Holding the flashlight together with Mariella, she found her pistol and scooped it up. She focused the beam on the man’s sun-beaten head as he lay face down. Moni pointed her pistol along the same line. She wrapped her finger around the trigger.
The bastard deserved it more than anyone, she thought. He had claimed so many lives with his deranged experiment on the lagoon. He had taken everything from Mariella, including her innocence and joy. This man had stalked her and kidnapped her. He had murdered people. The Lagoon Watcher would get the death penalty anyway, so she might as well expedite the process and insure that he doesn’t catch a lucky break in court.
She took a step closer and steadied her aim.
He’s unconscious. This man is no longer a threat. What the hell am I doing?
Moni had never shot a person. She had never felt comfortable making a split-second judgment of whether someone should live or die. The Lagoon Watcher could easily be arrested without any more violence. She would sleep a whole lot better, as would Mariella, if he had a bullet rip through his spinal column. Moni took a deep breath. Mariella squeezed her hand as if she were pleading for an ice cream cone.

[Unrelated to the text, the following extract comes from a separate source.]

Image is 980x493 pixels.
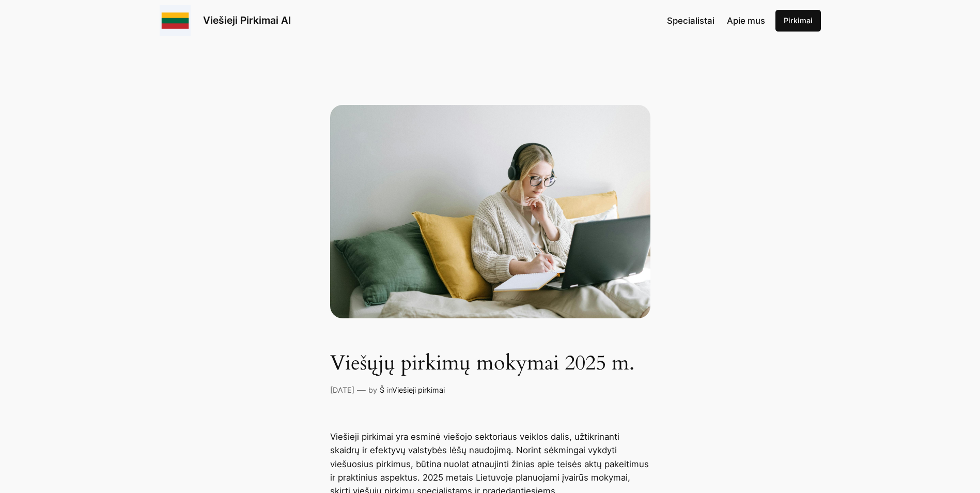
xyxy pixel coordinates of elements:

“Anybody in here?” Sneed hollered from the opening in the wooden skirt. He nearly toppled over as he squatted down with his hefty gut dragging past his knees. His eyes went wide. “Holy crap! That’s him!” Sneed tried arching his back and ducking under the trailer, but his tank-like frame couldn’t handle anything close to a limbo. “Connors! Get over here and arrest that man.”
Moni sighed as her chance to end the Lagoon Watcher’s pathetic existence passed her by. When she traded her pistol for a pair of handcuffs, she realized that she could at least make the most out of her first big arrest.
“You can tell Connors to hold off,” Moni told Sneed. “I’ve got this one.”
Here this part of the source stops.